Strasbourg Observers

Crossing the red line: application of the ‘significant disadvantage’ criterion in an Article 5§3 case

July 04, 2013

Recently, Judges De Gaetano and Ziemele did not hide their bewilderment with the Latvian government’s argument in favor of the application of the ‘significant disadvantage’ admissibility criterion in the case of Bannikov v. Latvia.
The case concerned a pre-trial detention that had lasted 1 year 11 months and 18 days. The Latvian government relied, inter alia, on Article 35 § 3 (b) of the Convention, which provides:
“3. The Court shall declare inadmissible any individual application submitted under Article 34 if it considers that: … (b) the applicant has not suffered a significant disadvantage, unless respect for human rights as defined in the Convention and the Protocols thereto requires an examination of the application on the merits and provided that no case may be rejected on this ground which has not been duly considered by a domestic tribunal.” This was the first time the Court had to decide on the applicability of the criterion in an Article 5§3 case (the right to be brought promptly before a judge and to be entitled to a trial within a reasonable time). The Court responded that in circumstances like the ones in the present case the de minimis criterion ‘could hardly be applied’. In his concurring opinion judge De Gaetano (joined by judge Ziemele) used a stronger language when referring to the matter; he wrote:

“How the respondent Government could, with a straight face, submit that the applicant was to be considered as having suffered no “significant disadvantage” according to Article 35 § 3 (b) is beyond my powers of comprehension…In Ostendorf v. Germany …where a person was detained for four hours – it never crossed anyone’s mind even to suggest that this was a de minimis case …. But then perhaps the Court’s imagination in that case, like my imagination, is not fertile enough!”
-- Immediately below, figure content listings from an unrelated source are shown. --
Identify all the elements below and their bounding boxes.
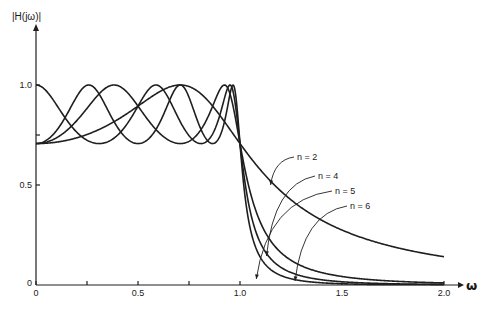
curve-n6: [36, 85, 444, 285]
y-axis-title: |H(jω)|: [12, 11, 41, 22]
x-tick-label: 1.5: [336, 288, 349, 298]
y-tick-label: 0.5: [19, 180, 32, 190]
leader-line: [271, 157, 294, 185]
chebyshev-response-chart: 00.51.01.52.000.51.0 n = 2n = 4n = 5n = …: [0, 0, 489, 316]
series-label: n = 4: [318, 171, 338, 181]
x-tick-label: 0: [33, 288, 38, 298]
y-axis-arrow-icon: [33, 24, 39, 31]
series-label: n = 2: [297, 152, 317, 162]
curve-n4: [36, 85, 444, 283]
curve-n5: [36, 85, 444, 284]
series-label: n = 5: [335, 186, 355, 196]
arrowhead-icon: [255, 274, 259, 279]
curves: [36, 85, 444, 285]
leader-line: [295, 206, 347, 281]
x-tick-label: 1.0: [234, 288, 247, 298]
x-tick-label: 2.0: [438, 288, 451, 298]
y-tick-label: 0: [27, 278, 32, 288]
y-tick-label: 1.0: [19, 80, 32, 90]
x-axis-arrow-icon: [458, 282, 464, 288]
series-label: n = 6: [350, 201, 370, 211]
series-labels: n = 2n = 4n = 5n = 6: [255, 152, 370, 281]
x-axis-title: ω: [466, 278, 477, 293]
x-tick-label: 0.5: [132, 288, 145, 298]
curve-n2: [36, 85, 444, 257]
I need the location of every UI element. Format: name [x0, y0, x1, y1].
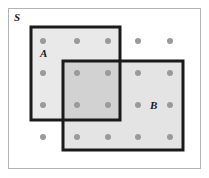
element-dot [167, 38, 173, 44]
element-dot [135, 70, 141, 76]
element-dot [167, 134, 173, 140]
element-dot [135, 102, 141, 108]
intersection-region [63, 61, 120, 120]
element-dot [105, 70, 111, 76]
element-dot [74, 134, 80, 140]
intersection-a-b [63, 61, 120, 120]
set-b-label: B [149, 99, 157, 111]
element-dot [105, 102, 111, 108]
element-dot [105, 134, 111, 140]
element-dot [167, 102, 173, 108]
set-a-label: A [39, 47, 47, 59]
element-dot [167, 70, 173, 76]
element-dot [40, 70, 46, 76]
universe-label-s: S [14, 11, 20, 23]
element-dot [40, 102, 46, 108]
element-dot [135, 38, 141, 44]
diagram-canvas: SAB [0, 0, 209, 178]
element-dot [74, 102, 80, 108]
element-dot [74, 70, 80, 76]
element-dot [105, 38, 111, 44]
element-dot [40, 38, 46, 44]
element-dot [74, 38, 80, 44]
element-dot [40, 134, 46, 140]
set-diagram: SAB [0, 0, 209, 178]
element-dot [135, 134, 141, 140]
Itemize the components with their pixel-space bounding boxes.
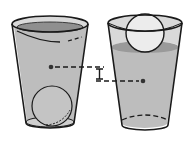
bracket-icon xyxy=(96,69,103,79)
left-cup-ball xyxy=(32,86,72,126)
right-cup-ball xyxy=(126,14,164,52)
cups-diagram xyxy=(0,0,193,145)
left-cup xyxy=(12,16,88,128)
left-cup-center-dot xyxy=(49,65,54,70)
diagram-canvas xyxy=(0,0,193,145)
right-cup-center-dot xyxy=(141,79,146,84)
right-cup xyxy=(108,14,182,130)
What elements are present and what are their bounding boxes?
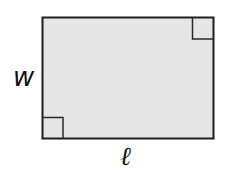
- rectangle-diagram: [0, 0, 229, 172]
- width-label: w: [13, 64, 34, 90]
- length-label: ℓ: [120, 143, 131, 169]
- rectangle-shape: [43, 18, 214, 139]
Over the past three years (since the entering into force of Protocol 14, which introduced the criterion) there has been one other Article 5 case where the Government argued for the application of the de minimis criterion – Van Velden v. the Netherlands, a case concerning deduction of pre-trial detention from the prison sentence. The claim was examined under Article 5 § 4 and the Court was of a view that the de minimis criterion could not be applied.

Another statement made by the Court in Bannikov concerns one of the safeguard clauses for the application of the de minimis criterion – the case has to be duly considered by a domestic court. If this safeguard is not fulfilled, the Court has to reject the application of the criterion. In this regard, the Court reasoned in Bannikov: “… in the circumstances where the very essence of the applicant’s complaint relates to the proper examination by the domestic courts of relevant and sufficient reasons for his continued deprivation of liberty and in view of the fact that the Court has found serious shortcomings in such examination at the material time in Latvia …, the Court cannot consider whether the case has been “duly considered” by domestic courts without examining the merits of the case.” It concluded that the present application could not be dismissed under Article 35 § 3 (b).

Changes have been envisaged with regards to the above-mentioned safeguard clause. Protocol 15 has been opened for signatures on 24 June of this year, and article 5 concerns the ‘significant disadvantage’ criterion:

“In Article 35, paragraph 3, sub-paragraph b of the Convention, the words “and provided that no case may be rejected on this ground which has not been duly considered by a domestic tribunal” shall be deleted.”

The Explanatory report states that this amendment is intended to give greater effect to the maxim de minimis non curat praetor.

On the one hand, the deletion will facilitate easier application of the criterion and dismissal of trivial cases. One can see that in the admissibility decisions where the criterion has been used the reasoning is usually longer and more elaborate than in some judgments.
On the other hand, the clause was initially seen as important; the purpose of that rule being to ensure that every case receives a judicial examination.
Has the safeguard clause been “the red light” for dismissal of applications through the de minimis criterion in many cases? So far I have spotted four cases: Dudek v. Germany (no. 12977/09), Finger v. Bulgaria (no. 37346/05), Flisar v. Slovenia (no. 3127/09) and Fomin v. Moldova (no. 36755/06). With the exception of these four cases, the safeguard clause has not been a major obstacle in the application of the de minimis criterion (it has been invoked in over 40 cases so far).